Presenting data to the US Department of Energy, the firm said it had made lengths of 2G wire with performance high enough to convince it to move towards mass production.
“First we’ll finalise conversion of our current 2G development facility into a pre-pilot production line by the spring of 2005 to produce and ship more than 10,000m of 2G wire during the fiscal year ending March 2006,” said company president David Paratore.
“Second, we plan to scale-up to full pilot production in order to achieve an annual production capacity of approximately 300,000m of 2G HTS wire by the end of calendar 2007.”
AMSC already makes commercial 1G wire by rolling and drawing silver alloy tapes containing threads of ‘BSCCO’ ((Bi1.8Pb0.3)Sr2Ca2Cu 3O10) HTS. This is available in lengths of over 1km, carrying up to 350A per centimetre of width.
2G superconductor wire, invented in Japan in the early 1990s, is made from a thin film of epitaxially-grown YBa2Cu3O7, or ‘YBCO’, HTS on a thin tape substrate. In between is a buffer layer which causes the crystal axis in individual YBCO grains to align with the axis of other grains, virtually removing the detrimental effects of grain boundaries.
Work on this crucial buffer layer has progressed and, together with other developments, the firm has produced lengths of 10mm wide 2G wire over 30m long, and tested them at between 160 and 185A, said AMSC.
Second-generation HTS wire has the potential to conduct more current than 1G wire, and can operate in higher magnetic fields.
“YBCO is much harder to make,” Dr Philip Sargent of Cambridge’s Diboride Conductors told Electronics Weekly, “but it is likely to be cheaper in large volume.”
Sargent is developing MgB2 medium-temperature superconductors which are easier to work with than BSCCO and YBCO types, but have to be cooled more.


__Task goal__: You are asked to filter the data below and copy every line holding "right".

Stored items from a collection:
┄┄┄┄┄┄┄┄┄┄┄┄┄┄┄┄┄┄┄┄

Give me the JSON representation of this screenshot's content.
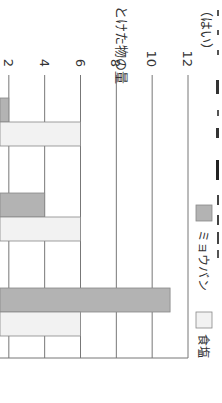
{
  "chart_data": {
    "type": "bar",
    "orientation_note": "rotated 90 degrees clockwise",
    "title": "",
    "ylabel": "とけた物の量",
    "yunit": "（はい）",
    "xlabel": "",
    "ylim": [
      0,
      12
    ],
    "yticks": [
      2,
      4,
      6,
      8,
      10,
      12
    ],
    "categories": [
      "",
      "",
      ""
    ],
    "series": [
      {
        "name": "ミョウバン",
        "color": "#b3b3b3",
        "values": [
          2,
          4,
          11
        ]
      },
      {
        "name": "食塩",
        "color": "#f2f2f2",
        "values": [
          6,
          6,
          6
        ]
      }
    ],
    "legend_position": "top-right",
    "grid": true
  }
}
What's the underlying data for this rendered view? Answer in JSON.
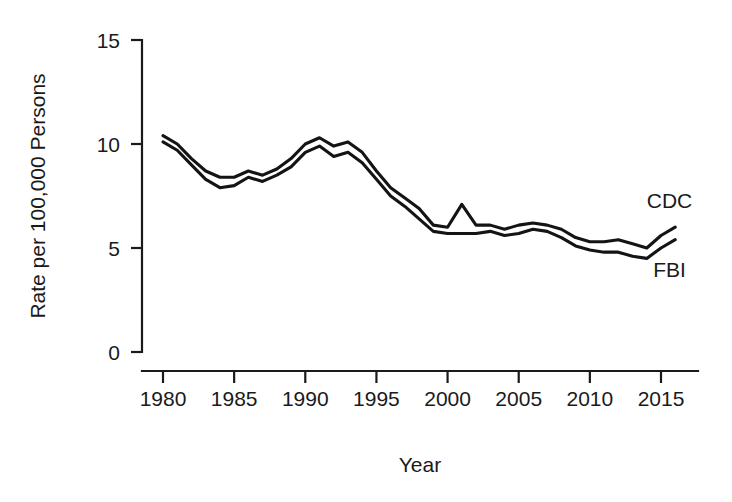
{
  "chart_data": {
    "type": "line",
    "title": "",
    "xlabel": "Year",
    "ylabel": "Rate per 100,000 Persons",
    "xlim": [
      1979,
      2016.6
    ],
    "ylim": [
      0,
      16.2
    ],
    "xticks": [
      1980,
      1985,
      1990,
      1995,
      2000,
      2005,
      2010,
      2015
    ],
    "xtick_labels": [
      "1980",
      "1985",
      "1990",
      "1995",
      "2000",
      "2005",
      "2010",
      "2015"
    ],
    "yticks": [
      0,
      5,
      10,
      15
    ],
    "ytick_labels": [
      "0",
      "5",
      "10",
      "15"
    ],
    "grid": false,
    "legend_position": "inline-right-end",
    "x": [
      1980,
      1981,
      1982,
      1983,
      1984,
      1985,
      1986,
      1987,
      1988,
      1989,
      1990,
      1991,
      1992,
      1993,
      1994,
      1995,
      1996,
      1997,
      1998,
      1999,
      2000,
      2001,
      2002,
      2003,
      2004,
      2005,
      2006,
      2007,
      2008,
      2009,
      2010,
      2011,
      2012,
      2013,
      2014,
      2015,
      2016
    ],
    "series": [
      {
        "name": "CDC",
        "label": "CDC",
        "color": "#141414",
        "values": [
          10.4,
          10.0,
          9.3,
          8.7,
          8.4,
          8.4,
          8.7,
          8.5,
          8.8,
          9.3,
          10.0,
          10.3,
          9.9,
          10.1,
          9.6,
          8.7,
          7.9,
          7.4,
          6.9,
          6.1,
          6.0,
          7.1,
          6.1,
          6.1,
          5.9,
          6.1,
          6.2,
          6.1,
          5.9,
          5.5,
          5.3,
          5.3,
          5.4,
          5.2,
          5.0,
          5.6,
          6.0
        ]
      },
      {
        "name": "FBI",
        "label": "FBI",
        "color": "#141414",
        "values": [
          10.1,
          9.7,
          9.0,
          8.3,
          7.9,
          8.0,
          8.4,
          8.2,
          8.5,
          8.9,
          9.6,
          9.9,
          9.4,
          9.6,
          9.1,
          8.3,
          7.5,
          7.0,
          6.4,
          5.8,
          5.7,
          5.7,
          5.7,
          5.8,
          5.6,
          5.7,
          5.9,
          5.8,
          5.5,
          5.1,
          4.9,
          4.8,
          4.8,
          4.6,
          4.5,
          5.0,
          5.4
        ]
      }
    ],
    "annotations": [
      {
        "text": "CDC",
        "series": "CDC",
        "x": 2015.6,
        "y": 6.9
      },
      {
        "text": "FBI",
        "series": "FBI",
        "x": 2015.6,
        "y": 3.6
      }
    ]
  }
}
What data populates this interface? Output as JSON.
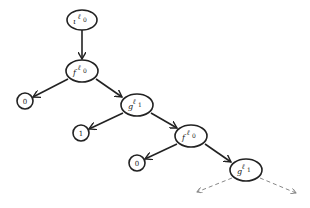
{
  "diagram": {
    "colors": {
      "stroke": "#222222",
      "dashed": "#888888",
      "background": "#ffffff"
    },
    "nodes": [
      {
        "id": "n0",
        "base": "ι",
        "sup": "ℓ",
        "sub": "0",
        "shape": "ellipse",
        "x": 82,
        "y": 20
      },
      {
        "id": "n1",
        "base": "f",
        "sup": "ℓ",
        "sub": "0",
        "shape": "ellipse",
        "x": 82,
        "y": 71
      },
      {
        "id": "n2",
        "text": "0",
        "shape": "circle",
        "x": 25,
        "y": 101
      },
      {
        "id": "n3",
        "base": "g",
        "sup": "ℓ",
        "sub": "1",
        "shape": "ellipse",
        "x": 137,
        "y": 105
      },
      {
        "id": "n4",
        "text": "1",
        "shape": "circle",
        "x": 81,
        "y": 133
      },
      {
        "id": "n5",
        "base": "f",
        "sup": "ℓ",
        "sub": "0",
        "shape": "ellipse",
        "x": 191,
        "y": 136
      },
      {
        "id": "n6",
        "text": "0",
        "shape": "circle",
        "x": 137,
        "y": 163
      },
      {
        "id": "n7",
        "base": "g",
        "sup": "ℓ",
        "sub": "1",
        "shape": "ellipse",
        "x": 246,
        "y": 170
      }
    ],
    "edges": [
      {
        "from": "n0",
        "to": "n1",
        "style": "solid"
      },
      {
        "from": "n1",
        "to": "n2",
        "style": "solid"
      },
      {
        "from": "n1",
        "to": "n3",
        "style": "solid"
      },
      {
        "from": "n3",
        "to": "n4",
        "style": "solid"
      },
      {
        "from": "n3",
        "to": "n5",
        "style": "solid"
      },
      {
        "from": "n5",
        "to": "n6",
        "style": "solid"
      },
      {
        "from": "n5",
        "to": "n7",
        "style": "solid"
      },
      {
        "from": "n7",
        "to": "left-continuation",
        "style": "dashed"
      },
      {
        "from": "n7",
        "to": "right-continuation",
        "style": "dashed"
      }
    ]
  }
}
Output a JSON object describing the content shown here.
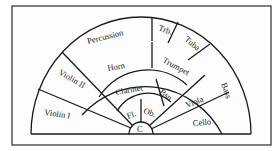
{
  "diagram": {
    "type": "orchestra-seating-chart",
    "sections": {
      "violin_1": "Violin I",
      "violin_2": "Violin II",
      "percussion": "Percussion",
      "horn": "Horn",
      "clarinet": "Clarinet",
      "flute": "Fl.",
      "oboe": "Ob.",
      "bassoon": "Bsn.",
      "trumpet": "Trumpet",
      "trombone": "Trb.",
      "tuba": "Tuba",
      "viola": "Viola",
      "cello": "Cello",
      "bass": "Bass",
      "conductor": "C"
    }
  }
}
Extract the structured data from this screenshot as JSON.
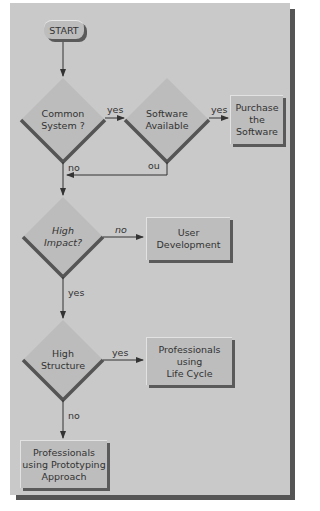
{
  "flowchart": {
    "start": "START",
    "decisions": [
      {
        "id": "common-system",
        "line1": "Common",
        "line2": "System ?"
      },
      {
        "id": "software-available",
        "line1": "Software",
        "line2": "Available"
      },
      {
        "id": "high-impact",
        "line1": "High",
        "line2": "Impact?"
      },
      {
        "id": "high-structure",
        "line1": "High",
        "line2": "Structure"
      }
    ],
    "outcomes": [
      {
        "id": "purchase",
        "line1": "Purchase",
        "line2": "the",
        "line3": "Software"
      },
      {
        "id": "user-development",
        "line1": "User",
        "line2": "Development"
      },
      {
        "id": "life-cycle",
        "line1": "Professionals",
        "line2": "using",
        "line3": "Life Cycle"
      },
      {
        "id": "prototyping",
        "line1": "Professionals",
        "line2": "using Prototyping",
        "line3": "Approach"
      }
    ],
    "edge_labels": {
      "common_yes": "yes",
      "common_no": "no",
      "software_yes": "yes",
      "software_no": "no",
      "impact_no": "no",
      "impact_yes": "yes",
      "structure_yes": "yes",
      "structure_no": "no"
    }
  },
  "colors": {
    "panel": "#c9c9c9",
    "shadow": "#555555",
    "line": "#333333"
  }
}
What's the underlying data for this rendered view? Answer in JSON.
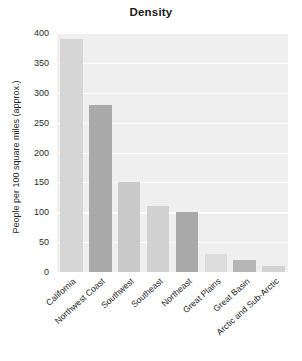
{
  "chart_data": {
    "type": "bar",
    "title": "Density",
    "xlabel": "",
    "ylabel": "People per 100 square miles (approx.)",
    "categories": [
      "California",
      "Northwest Coast",
      "Southwest",
      "Southeast",
      "Northeast",
      "Great Plains",
      "Great Basin",
      "Arctic and Sub-Arctic"
    ],
    "values": [
      390,
      280,
      150,
      110,
      100,
      30,
      20,
      10
    ],
    "ylim": [
      0,
      400
    ],
    "yticks": [
      0,
      50,
      100,
      150,
      200,
      250,
      300,
      350,
      400
    ],
    "ytick_labels": [
      "0",
      "50",
      "100",
      "150",
      "200",
      "250",
      "300",
      "350",
      "400"
    ],
    "grid": true,
    "legend": false,
    "bar_colors": [
      "#d6d6d6",
      "#a9a9a9",
      "#c9c9c9",
      "#d2d2d2",
      "#a9a9a9",
      "#dcdcdc",
      "#b5b5b5",
      "#d2d2d2"
    ],
    "panel_background": "#efefef",
    "gridline_color": "#ffffff",
    "page_background": "#ffffff",
    "text_color": "#222222"
  }
}
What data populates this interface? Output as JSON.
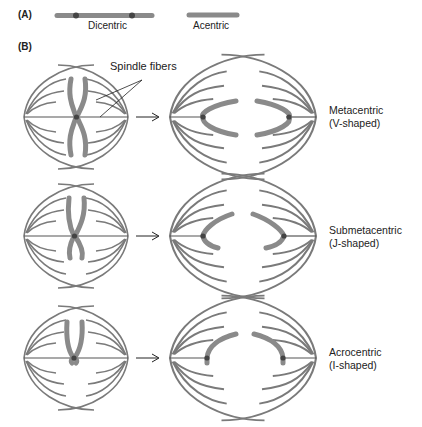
{
  "panel_a": {
    "label": "(A)",
    "items": [
      {
        "name": "Dicentric",
        "centromeres": 2
      },
      {
        "name": "Acentric",
        "centromeres": 0
      }
    ]
  },
  "panel_b": {
    "label": "(B)",
    "annotation": "Spindle fibers",
    "rows": [
      {
        "type": "Metacentric",
        "shape": "(V-shaped)"
      },
      {
        "type": "Submetacentric",
        "shape": "(J-shaped)"
      },
      {
        "type": "Acrocentric",
        "shape": "(I-shaped)"
      }
    ]
  },
  "colors": {
    "chromosome": "#8a8a8a",
    "fiber": "#7a7a7a",
    "centromere": "#3a3a3a",
    "text": "#222222"
  }
}
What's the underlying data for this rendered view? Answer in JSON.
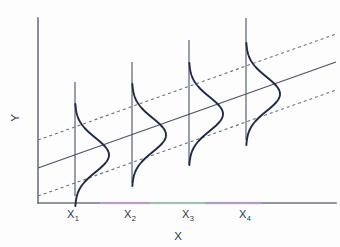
{
  "figure": {
    "kind": "regression-normal-distributions-diagram",
    "background_color": "#fdfdfd",
    "axes": {
      "x_title": "X",
      "y_title": "Y",
      "axis_color": "#6b7280",
      "origin_px": [
        38,
        203
      ],
      "x_axis_end_px": [
        336,
        203
      ],
      "y_axis_top_px": [
        38,
        18
      ],
      "tint_colors": [
        "#d9a8e8",
        "#a8e8c0",
        "#c9a0e0"
      ]
    },
    "tick_labels": [
      {
        "base": "X",
        "sub": "1",
        "x_px": 73
      },
      {
        "base": "X",
        "sub": "2",
        "x_px": 130
      },
      {
        "base": "X",
        "sub": "3",
        "x_px": 188
      },
      {
        "base": "X",
        "sub": "4",
        "x_px": 245
      }
    ],
    "curve_color": "#1f2a4a",
    "stem_color": "#3f4a6b"
  },
  "chart_data": {
    "type": "line",
    "title": "",
    "subtitle": "",
    "xlabel": "X",
    "ylabel": "Y",
    "grid": false,
    "legend": "none",
    "xlim": [
      0,
      1
    ],
    "ylim": [
      0,
      1
    ],
    "categories": [
      "X1",
      "X2",
      "X3",
      "X4"
    ],
    "tick_text": [
      "X₁",
      "X₂",
      "X₃",
      "X₄"
    ],
    "series": [
      {
        "name": "population regression line",
        "style": "solid",
        "x": [
          38,
          336
        ],
        "y_px": [
          168,
          62
        ],
        "values": [
          0.19,
          0.76
        ]
      },
      {
        "name": "upper parallel band",
        "style": "dashed",
        "x": [
          38,
          336
        ],
        "y_px": [
          140,
          34
        ],
        "values": [
          0.34,
          0.91
        ]
      },
      {
        "name": "lower parallel band",
        "style": "dashed",
        "x": [
          38,
          336
        ],
        "y_px": [
          196,
          90
        ],
        "values": [
          0.04,
          0.61
        ]
      }
    ],
    "distributions": [
      {
        "label": "X₁",
        "x_px": 75,
        "mean_y_px": 155,
        "stem_top_px": 82,
        "stem_bottom_px": 196,
        "amplitude_px": 34,
        "sigma_px": 17
      },
      {
        "label": "X₂",
        "x_px": 132,
        "mean_y_px": 135,
        "stem_top_px": 62,
        "stem_bottom_px": 183,
        "amplitude_px": 34,
        "sigma_px": 17
      },
      {
        "label": "X₃",
        "x_px": 189,
        "mean_y_px": 114,
        "stem_top_px": 40,
        "stem_bottom_px": 165,
        "amplitude_px": 34,
        "sigma_px": 17
      },
      {
        "label": "X₄",
        "x_px": 246,
        "mean_y_px": 94,
        "stem_top_px": 18,
        "stem_bottom_px": 140,
        "amplitude_px": 34,
        "sigma_px": 17
      }
    ]
  }
}
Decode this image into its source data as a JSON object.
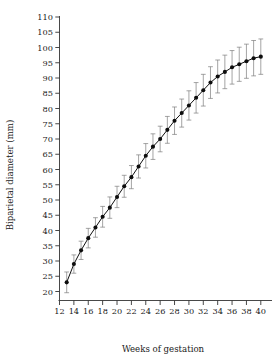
{
  "chart_data": {
    "type": "line",
    "title": "",
    "subtitle": "",
    "xlabel": "Weeks of gestation",
    "ylabel": "Biparietal diameter (mm)",
    "xlim": [
      12,
      41
    ],
    "ylim": [
      20,
      110
    ],
    "grid": false,
    "legend": null,
    "xticks": [
      12,
      14,
      16,
      18,
      20,
      22,
      24,
      26,
      28,
      30,
      32,
      34,
      36,
      38,
      40
    ],
    "yticks": [
      20,
      25,
      30,
      35,
      40,
      45,
      50,
      55,
      60,
      65,
      70,
      75,
      80,
      85,
      90,
      95,
      100,
      105,
      110
    ],
    "marker": "filled-circle",
    "error_bars": "vertical-with-caps",
    "series": [
      {
        "name": "Biparietal diameter",
        "x": [
          13,
          14,
          15,
          16,
          17,
          18,
          19,
          20,
          21,
          22,
          23,
          24,
          25,
          26,
          27,
          28,
          29,
          30,
          31,
          32,
          33,
          34,
          35,
          36,
          37,
          38,
          39,
          40
        ],
        "values": [
          23,
          29,
          33.5,
          37.5,
          41,
          44.5,
          47.5,
          51,
          54.5,
          57.5,
          61,
          64.5,
          67.5,
          70,
          73,
          76,
          78.5,
          81,
          83.5,
          86,
          88.5,
          90.5,
          92,
          93.5,
          94.5,
          95.5,
          96.5,
          97
        ],
        "err_low": [
          3.4,
          3.0,
          3.0,
          3.2,
          3.2,
          3.4,
          3.5,
          3.5,
          3.6,
          3.8,
          3.8,
          4.0,
          4.2,
          4.2,
          4.4,
          4.5,
          4.6,
          4.8,
          5.0,
          5.2,
          5.2,
          5.4,
          5.5,
          5.5,
          5.6,
          5.6,
          5.8,
          5.8
        ],
        "err_high": [
          3.4,
          3.0,
          3.0,
          3.2,
          3.2,
          3.4,
          3.5,
          3.5,
          3.6,
          3.8,
          3.8,
          4.0,
          4.2,
          4.2,
          4.4,
          4.5,
          4.6,
          4.8,
          5.0,
          5.2,
          5.2,
          5.4,
          5.5,
          5.5,
          5.6,
          5.6,
          5.8,
          5.8
        ]
      }
    ],
    "colors": {
      "line": "#111111",
      "marker": "#0d0d0d",
      "error_bar": "#7d7d7d",
      "axis": "#333333",
      "text": "#1a1a1a",
      "background": "#ffffff"
    }
  }
}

┄┄┄┄┄┄┄┄┄┄┄┄┄┄┄┄┄┄┄┄

__Answer box__:
    "legend_position": "top-right",
    "legend_position": "inline-right-end",
        "to": "right-continuation",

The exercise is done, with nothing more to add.